Treatment got him from rock bottom to living well
Robert McKinley Gilmore Sr.:
My name is Robert McKinley Gilmore Sr. I served in the United States Air Force from 1971 to 1975. They ended up giving me Clark Air Force Base in the Philippine Islands. And I was in the medevac squadron there. It was the greatest culture shock in my life. People were in Military mode everywhere and that's when I really said “Well, what's going on? I thought this was, you know, everything was going to be peaceful.” They said “Well, they still fighting.” I said, “Fighting where?” “In Thailand and Cambodia.” So, the war was still raging, and American troops were still involved. I became a medic in the Airvac squadron. Green C-141 planes which were full of, it was like a flying hospital and my job, our job was to take those wounded patients out and stabilize their condition prior to them being able to be shipped state-side, and some of them couldn't be stabilized because their injuries were to far gone. And at 19 years old that's the first time I ever saw somebody die.
When you’re going to tech school in the service, you’re practicing on dummies all the time, plastic dummies. You show them how to do sunken chest hole wounds, CPR, whatever, and you go through the manuals and it’s all in a book. But when you deal with a live person, a person who is breathing, who’s limbs have been blown off, 95 percent of their body has been burned from jet fuel and the person is in pain, and that’s when it made me realized that war can kill you or you can be forever changed. And that made me realize as a medic that I couldn’t save people, which is what we had been trained for. All I could do was help stabilize them.
It affected me mentally. I started using drugs, I started shooting heroine. I had previously been involved, but not to that degree. I wanted to act like I was strong enough to understand that some of these young men would die. I couldn’t look into their faces. Some people would even ask me to kill them, you know, because their limbs had been blown off or, you know, they would never be the same. And I was seeing these corpsmen every other day they were dying. It was almost a way for me to keep it out of my mind. That was the only way I could serve, that was the only way I could do what I could do. But every evening before I could even leave the base, I would be shooting up when I got in the door just to try to hide the pain. And I felt like I would die over there, I wouldn’t come back and I had seen so many other soldiers die.
There’s a whole world that affects soldiers when they’re overseas. That really goes unchecked. Whether you are drinking, or whether you are using drugs. You know, I mean everybody was doing something, you know. So, I decided I failed myself, I failed my country, I had failed my father. You know, I was a disgrace. And so, I decided instead of going out one evening with my fellow friends, I was going to stay home and kill myself. But before I did, I called my mother. I called my mother to tell my mother that I loved her, and I wanted to hear her voice say, “I love you.” But she never said it, she just said “What’s wrong?” Then that’s when I told her “Nothing’s wrong, you don’t understand” and she dropped the phone and ran and you know, told my grandmothers who prayed a lot, you know, and I could hear her saying “Robert’s in trouble.” And I knew I wouldn’t make it back, you know, and that’s when I tried to kill myself. And that’s when, the last time it seemed like I was in a dream. I was sitting there on the side of the hospital bead contemplating how I would kill myself again and the words of a Sunday school teacher came to me from Sunday school class, you know, and said “If you ever get in trouble, you can always call Jesus.” That’s what the words, they’re like that, you know. And I’m thinking I’m hallucinating or something, you know. But sure, enough that’s what I did, you know, had a talk. And that’s when I started back, and I came back and they put me in the special treatment program.
They told me I had one chance to fail, one chance to test positive. And I feel like the military gave me another chance, and because they gave me another chance, I feel like my grandmother’s prayers and my mother’s love had given me, I was not going to fail.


WORK ORDER:
The records shown below are to be repeated exactly and completely.

Stored dataset items:
*** Block opens ***

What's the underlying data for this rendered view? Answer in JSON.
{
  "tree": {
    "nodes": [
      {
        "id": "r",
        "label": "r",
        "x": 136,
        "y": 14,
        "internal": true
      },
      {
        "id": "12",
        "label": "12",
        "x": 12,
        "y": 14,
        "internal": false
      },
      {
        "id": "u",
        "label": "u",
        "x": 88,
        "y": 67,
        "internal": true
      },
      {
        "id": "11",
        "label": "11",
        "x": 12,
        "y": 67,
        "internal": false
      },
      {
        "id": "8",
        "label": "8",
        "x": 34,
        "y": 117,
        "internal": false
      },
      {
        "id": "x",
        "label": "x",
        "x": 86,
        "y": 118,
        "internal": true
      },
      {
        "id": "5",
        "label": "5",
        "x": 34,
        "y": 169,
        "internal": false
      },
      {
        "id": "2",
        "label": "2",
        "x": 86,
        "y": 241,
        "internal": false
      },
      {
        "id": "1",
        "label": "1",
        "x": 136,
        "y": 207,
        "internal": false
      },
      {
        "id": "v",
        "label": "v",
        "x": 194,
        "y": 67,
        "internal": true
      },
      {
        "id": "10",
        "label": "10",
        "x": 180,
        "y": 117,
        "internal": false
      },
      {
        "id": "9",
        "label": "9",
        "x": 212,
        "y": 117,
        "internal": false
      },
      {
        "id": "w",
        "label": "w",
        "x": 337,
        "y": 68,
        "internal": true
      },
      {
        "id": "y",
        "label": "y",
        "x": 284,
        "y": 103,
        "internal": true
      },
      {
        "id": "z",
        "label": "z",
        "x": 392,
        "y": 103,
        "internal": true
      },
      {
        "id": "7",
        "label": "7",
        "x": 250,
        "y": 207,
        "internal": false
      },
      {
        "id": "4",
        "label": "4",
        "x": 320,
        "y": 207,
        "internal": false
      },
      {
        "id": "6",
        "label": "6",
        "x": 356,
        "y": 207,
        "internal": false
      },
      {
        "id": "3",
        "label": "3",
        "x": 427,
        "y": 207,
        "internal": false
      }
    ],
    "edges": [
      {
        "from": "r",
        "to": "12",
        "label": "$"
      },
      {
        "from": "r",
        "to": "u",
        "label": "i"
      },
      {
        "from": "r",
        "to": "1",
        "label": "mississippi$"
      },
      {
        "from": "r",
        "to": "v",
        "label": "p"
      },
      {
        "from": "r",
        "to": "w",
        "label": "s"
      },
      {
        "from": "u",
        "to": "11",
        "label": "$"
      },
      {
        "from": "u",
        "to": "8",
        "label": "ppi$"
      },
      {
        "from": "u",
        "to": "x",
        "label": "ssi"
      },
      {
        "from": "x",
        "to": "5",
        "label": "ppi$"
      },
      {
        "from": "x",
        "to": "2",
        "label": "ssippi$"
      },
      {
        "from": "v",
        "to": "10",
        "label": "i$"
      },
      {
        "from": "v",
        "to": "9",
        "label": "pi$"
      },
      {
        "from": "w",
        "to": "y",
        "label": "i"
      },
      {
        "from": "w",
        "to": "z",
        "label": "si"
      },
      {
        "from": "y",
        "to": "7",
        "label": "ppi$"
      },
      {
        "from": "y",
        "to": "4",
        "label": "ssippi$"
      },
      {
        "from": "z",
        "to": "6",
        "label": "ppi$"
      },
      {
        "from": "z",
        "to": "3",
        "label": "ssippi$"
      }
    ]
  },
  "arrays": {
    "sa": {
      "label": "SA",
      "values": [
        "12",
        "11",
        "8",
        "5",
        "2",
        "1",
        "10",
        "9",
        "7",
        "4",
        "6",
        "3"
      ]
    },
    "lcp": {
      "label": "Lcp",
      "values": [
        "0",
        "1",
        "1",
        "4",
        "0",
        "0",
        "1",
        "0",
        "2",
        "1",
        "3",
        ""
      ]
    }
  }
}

*** Block closes ***

RESPONSE:
What's the underlying data for this rendered view? Answer in JSON.
{
  "tree": {
    "nodes": [
      {
        "id": "r",
        "label": "r",
        "x": 136,
        "y": 14,
        "internal": true
      },
      {
        "id": "12",
        "label": "12",
        "x": 12,
        "y": 14,
        "internal": false
      },
      {
        "id": "u",
        "label": "u",
        "x": 88,
        "y": 67,
        "internal": true
      },
      {
        "id": "11",
        "label": "11",
        "x": 12,
        "y": 67,
        "internal": false
      },
      {
        "id": "8",
        "label": "8",
        "x": 34,
        "y": 117,
        "internal": false
      },
      {
        "id": "x",
        "label": "x",
        "x": 86,
        "y": 118,
        "internal": true
      },
      {
        "id": "5",
        "label": "5",
        "x": 34,
        "y": 169,
        "internal": false
      },
      {
        "id": "2",
        "label": "2",
        "x": 86,
        "y": 241,
        "internal": false
      },
      {
        "id": "1",
        "label": "1",
        "x": 136,
        "y": 207,
        "internal": false
      },
      {
        "id": "v",
        "label": "v",
        "x": 194,
        "y": 67,
        "internal": true
      },
      {
        "id": "10",
        "label": "10",
        "x": 180,
        "y": 117,
        "internal": false
      },
      {
        "id": "9",
        "label": "9",
        "x": 212,
        "y": 117,
        "internal": false
      },
      {
        "id": "w",
        "label": "w",
        "x": 337,
        "y": 68,
        "internal": true
      },
      {
        "id": "y",
        "label": "y",
        "x": 284,
        "y": 103,
        "internal": true
      },
      {
        "id": "z",
        "label": "z",
        "x": 392,
        "y": 103,
        "internal": true
      },
      {
        "id": "7",
        "label": "7",
        "x": 250,
        "y": 207,
        "internal": false
      },
      {
        "id": "4",
        "label": "4",
        "x": 320,
        "y": 207,
        "internal": false
      },
      {
        "id": "6",
        "label": "6",
        "x": 356,
        "y": 207,
        "internal": false
      },
      {
        "id": "3",
        "label": "3",
        "x": 427,
        "y": 207,
        "internal": false
      }
    ],
    "edges": [
      {
        "from": "r",
        "to": "12",
        "label": "$"
      },
      {
        "from": "r",
        "to": "u",
        "label": "i"
      },
      {
        "from": "r",
        "to": "1",
        "label": "mississippi$"
      },
      {
        "from": "r",
        "to": "v",
        "label": "p"
      },
      {
        "from": "r",
        "to": "w",
        "label": "s"
      },
      {
        "from": "u",
        "to": "11",
        "label": "$"
      },
      {
        "from": "u",
        "to": "8",
        "label": "ppi$"
      },
      {
        "from": "u",
        "to": "x",
        "label": "ssi"
      },
      {
        "from": "x",
        "to": "5",
        "label": "ppi$"
      },
      {
        "from": "x",
        "to": "2",
        "label": "ssippi$"
      },
      {
        "from": "v",
        "to": "10",
        "label": "i$"
      },
      {
        "from": "v",
        "to": "9",
        "label": "pi$"
      },
      {
        "from": "w",
        "to": "y",
        "label": "i"
      },
      {
        "from": "w",
        "to": "z",
        "label": "si"
      },
      {
        "from": "y",
        "to": "7",
        "label": "ppi$"
      },
      {
        "from": "y",
        "to": "4",
        "label": "ssippi$"
      },
      {
        "from": "z",
        "to": "6",
        "label": "ppi$"
      },
      {
        "from": "z",
        "to": "3",
        "label": "ssippi$"
      }
    ]
  },
  "arrays": {
    "sa": {
      "label": "SA",
      "values": [
        "12",
        "11",
        "8",
        "5",
        "2",
        "1",
        "10",
        "9",
        "7",
        "4",
        "6",
        "3"
      ]
    },
    "lcp": {
      "label": "Lcp",
      "values": [
        "0",
        "1",
        "1",
        "4",
        "0",
        "0",
        "1",
        "0",
        "2",
        "1",
        "3",
        ""
      ]
    }
  }
}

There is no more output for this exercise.